Tarot Runes I Ching Stichomancy Contact
Store Numerology Coin Flip Yes or No Webmasters
Personal Celebrity Biorhythms Bibliomancy Settings

Today's Stichomancy for Ludwig Wittgenstein

The first excerpt represents the past or something you must release, and is drawn from Tristram Shandy by Laurence Sterne:

melted down the sullenness of his grief in a moment.

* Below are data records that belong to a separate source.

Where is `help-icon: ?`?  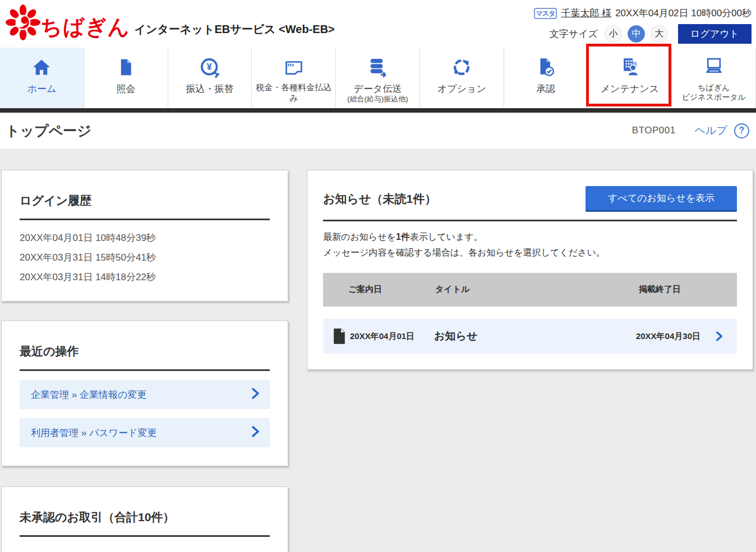
help-icon: ? is located at coordinates (741, 131).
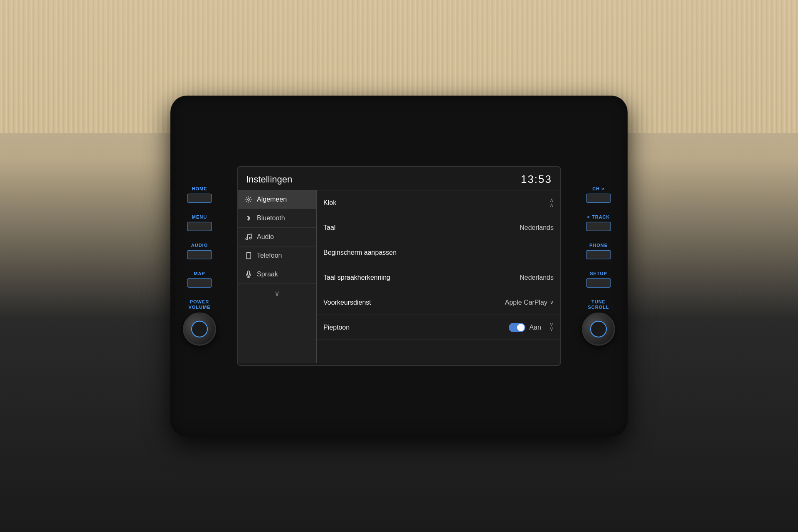 This screenshot has height=532, width=798. Describe the element at coordinates (537, 228) in the screenshot. I see `taal-value: Nederlands` at that location.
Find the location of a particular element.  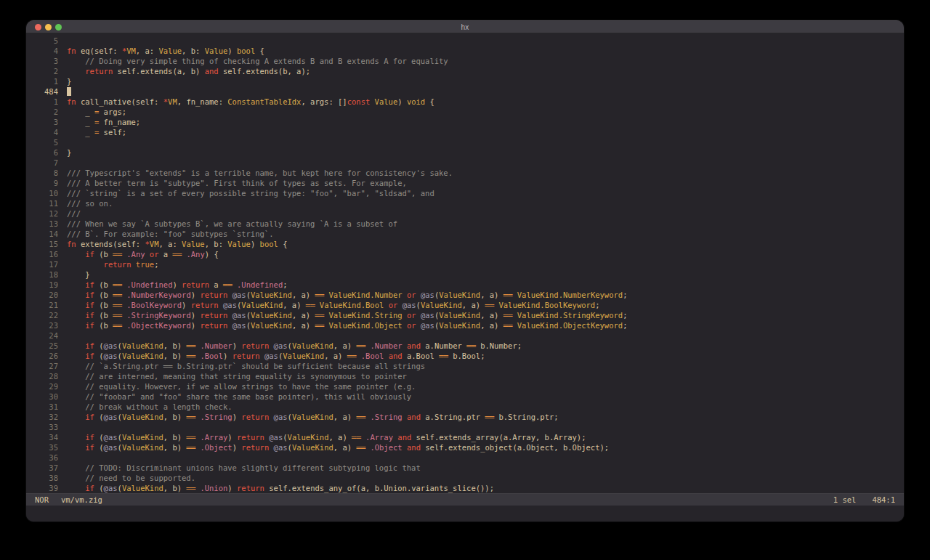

He broke silence as follows:

Chapter 2.XXXVIII.

Did ever man, brother Toby, cried my father, raising himself upon his elbow, and turning himself round to the opposite side of the bed, where my uncle Toby was sitting in his old fringed chair, with his chin resting upon his crutch--did ever a poor unfortunate man, brother Toby, cried my father, receive so many lashes?--The most I ever saw given, quoth my uncle Toby (ringing the bell at the bed's head for Trim) was to a grenadier, I think in Mackay's regiment.

--Had my uncle Toby shot a bullet through my father's heart, he could not

The second excerpt represents the present or the deciding factor of the moment, and is drawn from Walking by Henry David Thoreau:

through their hall, does not in the least put them out, as the muddy bottom of a pool is sometimes seen through the reflected skies. They never heard of Spaulding, and do not know that he is their neighbor--notwithstanding I heard him whistle as he drove his team through the house. Nothing can equal the serenity of their lives. Their coat-of-arms is simply a lichen. I saw it painted on the pines and oaks. Their attics were in the tops of the trees. They are of no politics. There was no noise of labor. I did not perceive that they were weaving or spinning. Yet I did detect, when the wind lulled and hearing was done away, the finest imaginable sweet musical hum,--as of a distant hive in


Walking
The third excerpt represents the future or something you must embrace, and is drawn from Songs of Innocence and Experience by William Blake:

Never, never can it be!

He doth give His joy to all: He becomes an infant small, He becomes a man of woe, He doth feel the sorrow too.

Think not thou canst sigh a sigh, And thy Maker is not by: Think not thou canst weep a tear, And thy Maker is not near.